Approach To Church Office
Stubbs was a High Churchman whose doctrines and practice were grounded on learning and a veneration for antiquity. His opinions were received with marked respect by his brother prelates, and he acted as an assessor to the archbishop in the trial of Edward King, Bishop of Lincoln. Although he disliked many of his episcopal duties, he fulfilled them, and threw his heart into the performance of those of a specially spiritual nature, such as his addresses at confirmations and to those on whom he conferred orders. As a ruler of the Church he showed wisdom and courage, and disregarded any effort to influence his policy by clamour. His wit was often used as a weapon of defence, and he did not suffer fools gladly.

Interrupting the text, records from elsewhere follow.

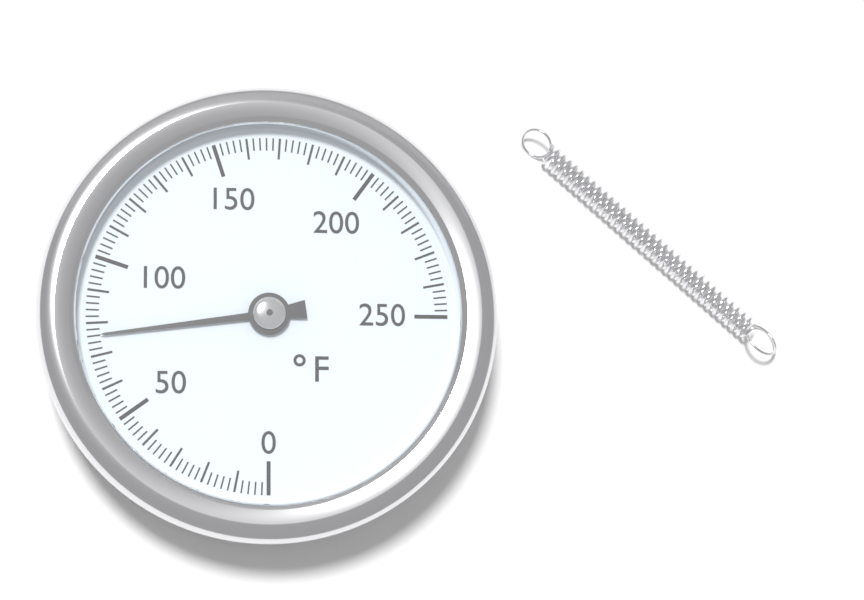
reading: 76 °F
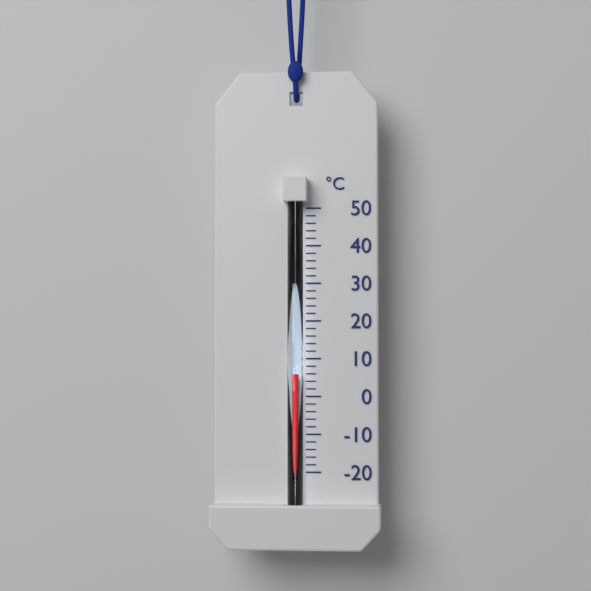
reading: 6 °C
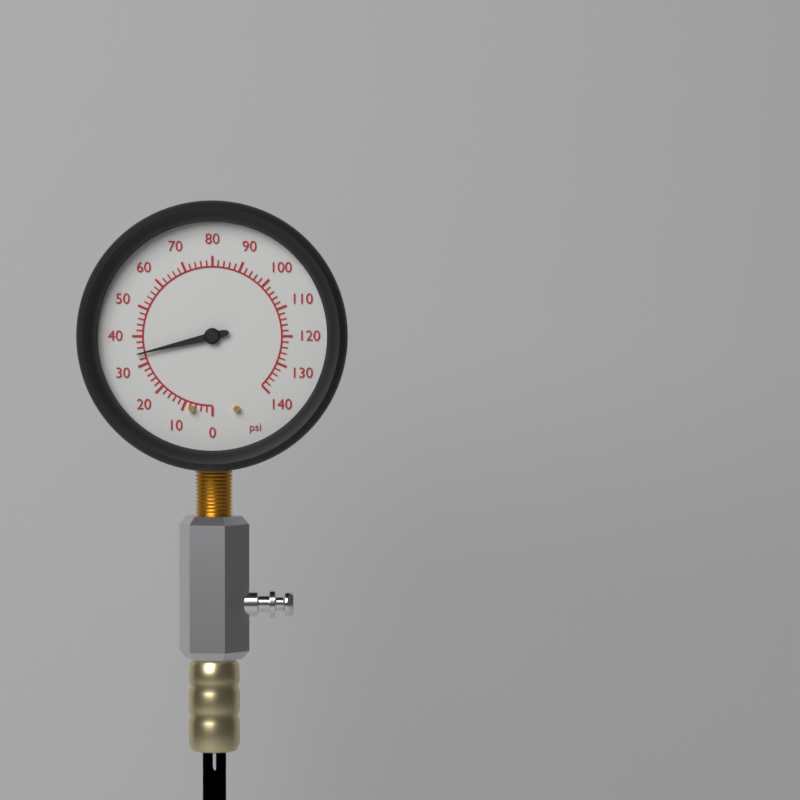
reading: 34 psi
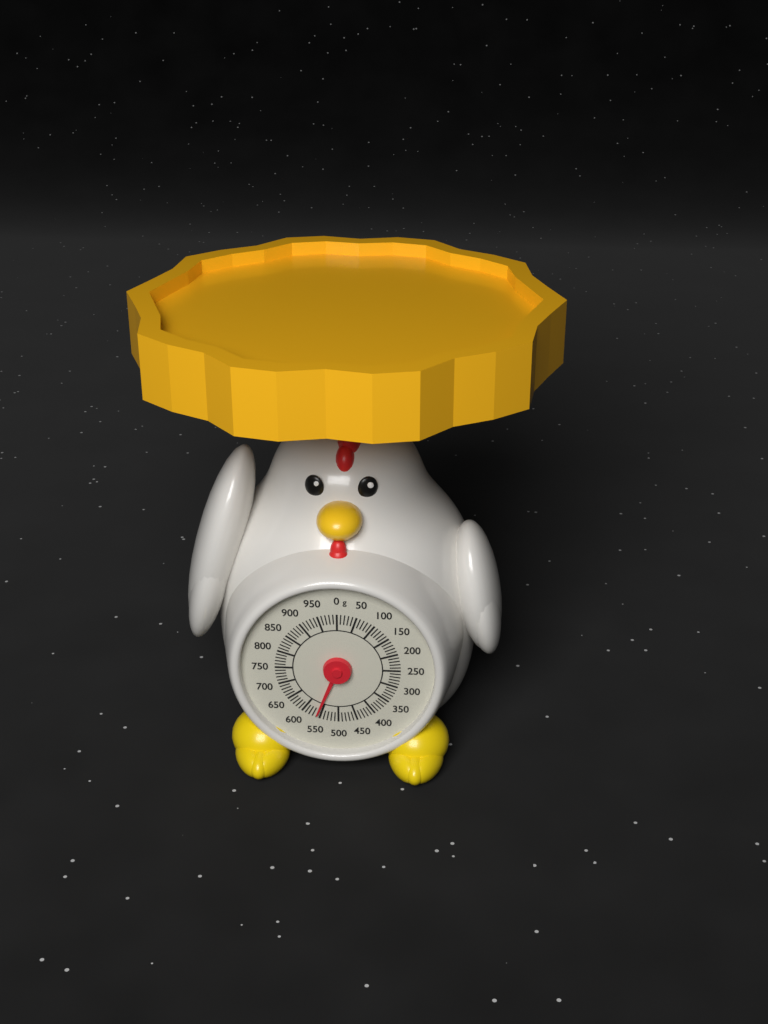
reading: 560 g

Read more about this topic: William Stubbs
Famous quotes containing the words approach to, approach, church and/or office:
“I have watched ... many literary fashions shoot up and blossom, and then fade and drop.... Yet with the many that I have seen come and go, I have never yet encountered a mode of thinking that regarded itself as simply a changing fashion, and not as an infallible approach to the right culture.”
—Ellen Glasgow (18731945)
“F.R. Leaviss eat up your broccoli approach to fiction emphasises this junkfood/wholefood dichotomy. If reading a novelfor the eighteenth century reader, the most frivolous of diversionsdid not, by the middle of the twentieth century, make you a better person in some way, then you might as well flush the offending volume down the toilet, which was by far the best place for the undigested excreta of dubious nourishment.”
—Angela Carter (19401992)
“Midnight has come and the great Christ Church bell
And many a lesser bell sound through the room;
And it is All Souls Night.
And two long glasses brimmed with muscatel
Bubble upon the table. A ghost may come;
For it is a ghosts right....”
—William Butler Yeats (18651939)
“The human face is the organic seat of beauty.... It is the register of value in development, a record of Experience, whose legitimate office is to perfect the life, a legible language to those who will study it, of the majestic mistress, the soul.”